Raymond James upgraded Canadian Natural Resources to Outperform from Market Perform and lifted its price target to C$67 from C$65, citing stronger visibility to debt-target achievement and higher shareholder returns. The stock has already fallen about 13% since the prior downgrade, but remains up 66% over the past year and now offers a 4.0% dividend yield. Scotiabank and RBC also raised targets to C$62 and C$65, respectively, reinforcing a constructive analyst backdrop.

Analysis

CNQ looks less like a pure beta-on-oil trade and more like a capital-return rerating story. The market has already de-rated the shares as if the post-shock earnings impulse is fading, but the key second-order driver is balance-sheet optionality: once net debt is effectively neutralized, incremental commodity strength can be translated into buybacks and dividend growth rather than just capex. That creates a more durable support regime than the usual E&P cycle, because yield buyers and quality-oriented energy allocators tend to step in on any pullback. The real upside catalyst is not simply spot crude; it is the margin structure embedded in the company’s asset mix. If realized differentials stay supportive, CNQ can outperform even in a flat-to-mildly softer Brent tape because equity holders are buying leverage to cash conversion, not just oil price direction. That also means the stock can keep working even if the broader energy complex stalls, especially versus higher-cost peers whose free cash flow is more exposed to benchmark-only assumptions. The main risk is that the market is extrapolating a favorable spread regime and disciplined capital returns into 2026-27 too quickly. If differentials normalize or upstream pricing weakens for even one quarter, the multiple can compress again because investors will question the pace of debt reduction and buybacks.
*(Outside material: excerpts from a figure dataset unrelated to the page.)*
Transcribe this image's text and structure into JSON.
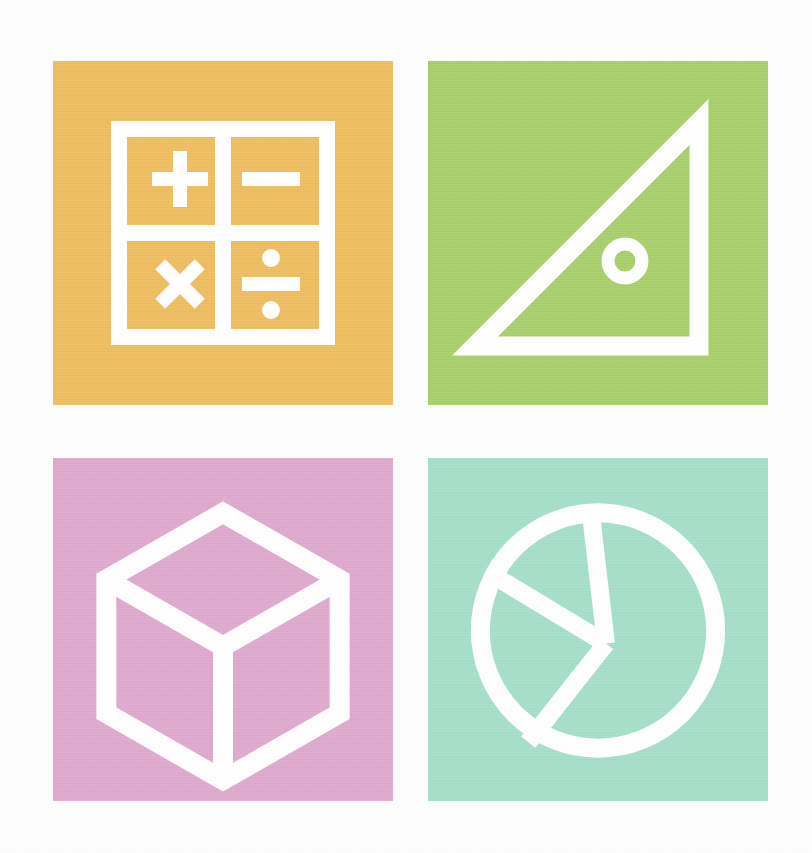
{
  "canvas": {
    "width": 812,
    "height": 853,
    "background_color": "#fdfdfd",
    "description": "Four flat-color square tiles arranged in a 2x2 grid, each containing a white line-art mathematics icon."
  },
  "grid": {
    "columns": 2,
    "rows": 2,
    "tile_width": 340,
    "tile_height": 344,
    "column_gap": 35,
    "row_gap": 53,
    "origin_x": 53,
    "origin_y": 61
  },
  "icon_color": "#ffffff",
  "tiles": [
    {
      "position": "top-left",
      "icon_name": "arithmetic-operations-icon",
      "label": "Arithmetic Operations",
      "background_color": "#f0bc58",
      "symbols": [
        "+",
        "−",
        "×",
        "÷"
      ],
      "symbol_names": [
        "plus-symbol",
        "minus-symbol",
        "multiply-symbol",
        "divide-symbol"
      ],
      "shape": "bordered square divided into four quadrants"
    },
    {
      "position": "top-right",
      "icon_name": "set-square-triangle-icon",
      "label": "Geometry Set Square",
      "background_color": "#a5cf66",
      "symbols": [
        "◢"
      ],
      "symbol_names": [
        "right-triangle-outline",
        "circular-hole-ring"
      ],
      "shape": "right triangle outline with right angle at bottom-right and a ring cut-out"
    },
    {
      "position": "bottom-left",
      "icon_name": "isometric-cube-icon",
      "label": "Solid Geometry Cube",
      "background_color": "#dfa7ce",
      "symbols": [
        "□"
      ],
      "symbol_names": [
        "cube-outline",
        "cube-inner-edges"
      ],
      "shape": "hexagonal isometric cube wireframe with three inner edges meeting at center"
    },
    {
      "position": "bottom-right",
      "icon_name": "pie-chart-icon",
      "label": "Pie Chart Statistics",
      "background_color": "#a2dfc9",
      "symbols": [
        "◕"
      ],
      "symbol_names": [
        "circle-outline",
        "pie-segment-divider"
      ],
      "shape": "circle outline divided into three pie segments",
      "segments": 3
    }
  ]
}
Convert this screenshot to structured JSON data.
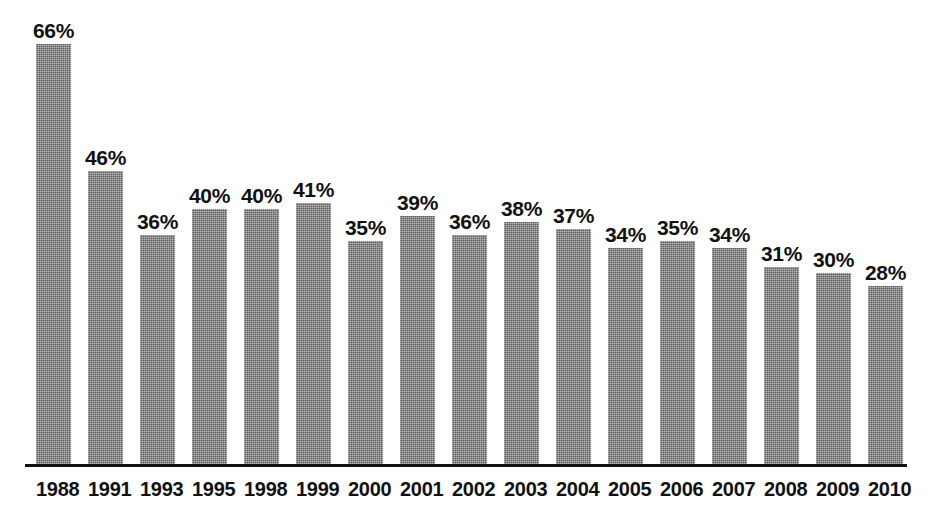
{
  "chart_data": {
    "type": "bar",
    "title": "",
    "subtitle": "",
    "xlabel": "",
    "ylabel": "",
    "categories": [
      "1988",
      "1991",
      "1993",
      "1995",
      "1998",
      "1999",
      "2000",
      "2001",
      "2002",
      "2003",
      "2004",
      "2005",
      "2006",
      "2007",
      "2008",
      "2009",
      "2010"
    ],
    "values": [
      66,
      46,
      36,
      40,
      40,
      41,
      35,
      39,
      36,
      38,
      37,
      34,
      35,
      34,
      31,
      30,
      28
    ],
    "value_labels": [
      "66%",
      "46%",
      "36%",
      "40%",
      "40%",
      "41%",
      "35%",
      "39%",
      "36%",
      "38%",
      "37%",
      "34%",
      "35%",
      "34%",
      "31%",
      "30%",
      "28%"
    ],
    "ylim": [
      0,
      66
    ],
    "unit": "%",
    "grid": false,
    "legend": null,
    "legend_position": "none",
    "annotations": [],
    "bar_color": "#5b5b5b",
    "axis_color": "#111111",
    "label_color": "#111111",
    "background_color": "#ffffff"
  },
  "figure": {
    "title_remnant": "",
    "axis_name": "category-axis"
  }
}
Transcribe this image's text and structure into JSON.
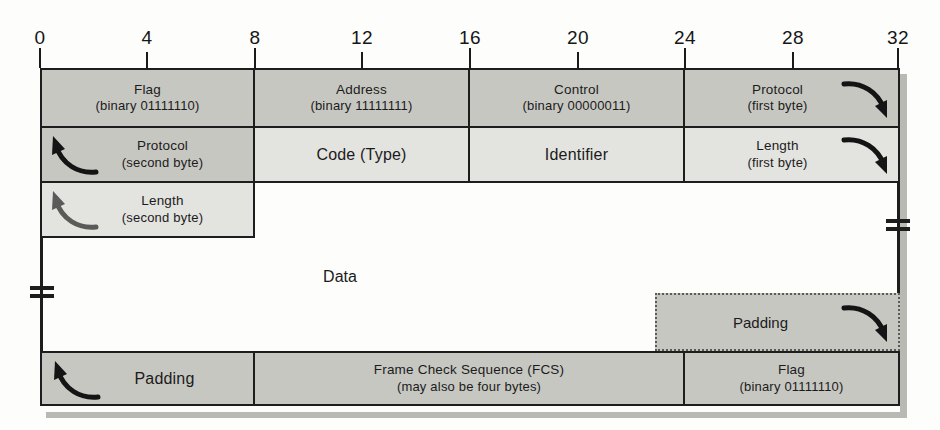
{
  "diagram": {
    "ruler": {
      "ticks": [
        "0",
        "4",
        "8",
        "12",
        "16",
        "20",
        "24",
        "28",
        "32"
      ],
      "bit_positions": [
        0,
        4,
        8,
        12,
        16,
        20,
        24,
        28,
        32
      ]
    },
    "colors": {
      "shade_dark": "#c7c7c2",
      "shade_light": "#e3e3e0",
      "border": "#1d1d1d",
      "background": "#fdfdfc",
      "dotted_border": "#5b5b58"
    },
    "rows": [
      {
        "name": "row-1",
        "fields": [
          {
            "label": "Flag",
            "sub": "(binary 01111110)",
            "bits": [
              0,
              8
            ],
            "shade": "dark",
            "arrow": "none"
          },
          {
            "label": "Address",
            "sub": "(binary 11111111)",
            "bits": [
              8,
              16
            ],
            "shade": "dark",
            "arrow": "none"
          },
          {
            "label": "Control",
            "sub": "(binary 00000011)",
            "bits": [
              16,
              24
            ],
            "shade": "dark",
            "arrow": "none"
          },
          {
            "label": "Protocol",
            "sub": "(first byte)",
            "bits": [
              24,
              32
            ],
            "shade": "dark",
            "arrow": "down-right"
          }
        ]
      },
      {
        "name": "row-2",
        "fields": [
          {
            "label": "Protocol",
            "sub": "(second byte)",
            "bits": [
              0,
              8
            ],
            "shade": "dark",
            "arrow": "up-left"
          },
          {
            "label": "Code (Type)",
            "sub": "",
            "bits": [
              8,
              16
            ],
            "shade": "light",
            "arrow": "none"
          },
          {
            "label": "Identifier",
            "sub": "",
            "bits": [
              16,
              24
            ],
            "shade": "light",
            "arrow": "none"
          },
          {
            "label": "Length",
            "sub": "(first byte)",
            "bits": [
              24,
              32
            ],
            "shade": "light",
            "arrow": "down-right"
          }
        ]
      },
      {
        "name": "row-3",
        "fields": [
          {
            "label": "Length",
            "sub": "(second byte)",
            "bits": [
              0,
              8
            ],
            "shade": "light",
            "arrow": "up-left"
          }
        ]
      },
      {
        "name": "row-data",
        "fields": [
          {
            "label": "Data",
            "sub": "",
            "bits": [
              0,
              32
            ],
            "shade": "none",
            "arrow": "none"
          }
        ]
      },
      {
        "name": "row-padding-dotted",
        "fields": [
          {
            "label": "Padding",
            "sub": "",
            "bits": [
              23,
              32
            ],
            "shade": "dark",
            "arrow": "down-right",
            "style": "dotted"
          }
        ]
      },
      {
        "name": "row-last",
        "fields": [
          {
            "label": "Padding",
            "sub": "",
            "bits": [
              0,
              8
            ],
            "shade": "dark",
            "arrow": "up-left"
          },
          {
            "label": "Frame Check Sequence (FCS)",
            "sub": "(may also be four bytes)",
            "bits": [
              8,
              24
            ],
            "shade": "dark",
            "arrow": "none"
          },
          {
            "label": "Flag",
            "sub": "(binary 01111110)",
            "bits": [
              24,
              32
            ],
            "shade": "dark",
            "arrow": "none"
          }
        ]
      }
    ],
    "break_marks": [
      {
        "name": "break-mark-left",
        "side": "left"
      },
      {
        "name": "break-mark-right",
        "side": "right"
      }
    ]
  }
}
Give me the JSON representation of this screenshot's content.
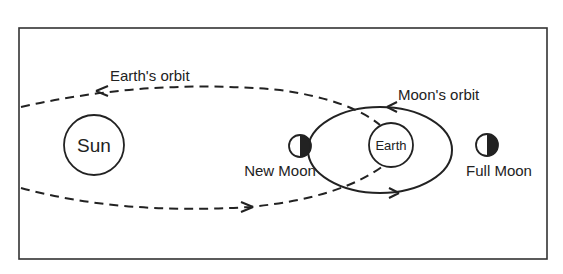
{
  "diagram": {
    "labels": {
      "earth_orbit": "Earth's orbit",
      "moon_orbit": "Moon's orbit",
      "sun": "Sun",
      "earth": "Earth",
      "new_moon": "New Moon",
      "full_moon": "Full Moon"
    },
    "colors": {
      "stroke": "#222222",
      "background": "#ffffff"
    }
  }
}
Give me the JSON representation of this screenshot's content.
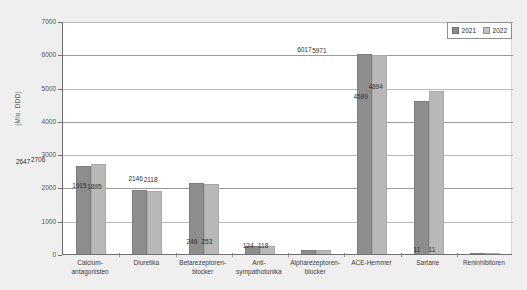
{
  "chart_data": {
    "type": "bar",
    "title": "",
    "subtitle": "",
    "xlabel": "",
    "ylabel": "(Mio. DDD)",
    "ylim": [
      0,
      7000
    ],
    "ytick_values": [
      0,
      1000,
      2000,
      3000,
      4000,
      5000,
      6000,
      7000
    ],
    "ytick_labels": [
      "0",
      "1000",
      "2000",
      "3000",
      "4000",
      "5000",
      "6000",
      "7000"
    ],
    "grid": true,
    "grid_axis": "y",
    "legend_position": "top-right",
    "categories": [
      "Calcium-\nantagonisten",
      "Diuretika",
      "Betarezeptoren-\nblocker",
      "Anti-\nsympathotonika",
      "Alpharezeptoren-\nblocker",
      "ACE-Hemmer",
      "Sartane",
      "Reninhibitoren"
    ],
    "series": [
      {
        "name": "2021",
        "color": "#8d8d8d",
        "values": [
          2647,
          1915,
          2146,
          246,
          124,
          6017,
          4599,
          11
        ],
        "labels": [
          "2647",
          "1915",
          "2146",
          "246",
          "124",
          "6017",
          "4599",
          "11"
        ]
      },
      {
        "name": "2022",
        "color": "#b8b8b8",
        "values": [
          2706,
          1895,
          2118,
          253,
          118,
          5971,
          4894,
          11
        ],
        "labels": [
          "2706",
          "1895",
          "2118",
          "253",
          "118",
          "5971",
          "4894",
          "11"
        ]
      }
    ]
  },
  "legend": {
    "entries": [
      "2021",
      "2022"
    ]
  },
  "colors": {
    "series_2021": "#8d8d8d",
    "series_2022": "#b8b8b8",
    "page_background": "#efefef",
    "plot_background": "#ffffff",
    "axis": "#6f6f6f",
    "gridline": "#9a9a9a"
  }
}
On a longer horizon, the contrarian issue is that consensus may be underestimating how much of the good news is already visible in the stock’s sizable one-year run; upside likely comes from execution consistency, not a big re-rating unless energy prices re-accelerate. For trading, this is a cleaner relative-value long than an aggressive outright energy call: the setup favors owning a high-quality cash generator with shareholder-return visibility versus lower-quality North American E&Ps that need sustained commodity support. The asymmetry is decent because downside is buffered by yield and capital returns, while upside comes from multiple expansion if debt targets are hit ahead of schedule. The best entry is on any 3-5% pullback or on a failed breakout in crude, since the stock’s fundamental bid should be less volatile than the commodity itself.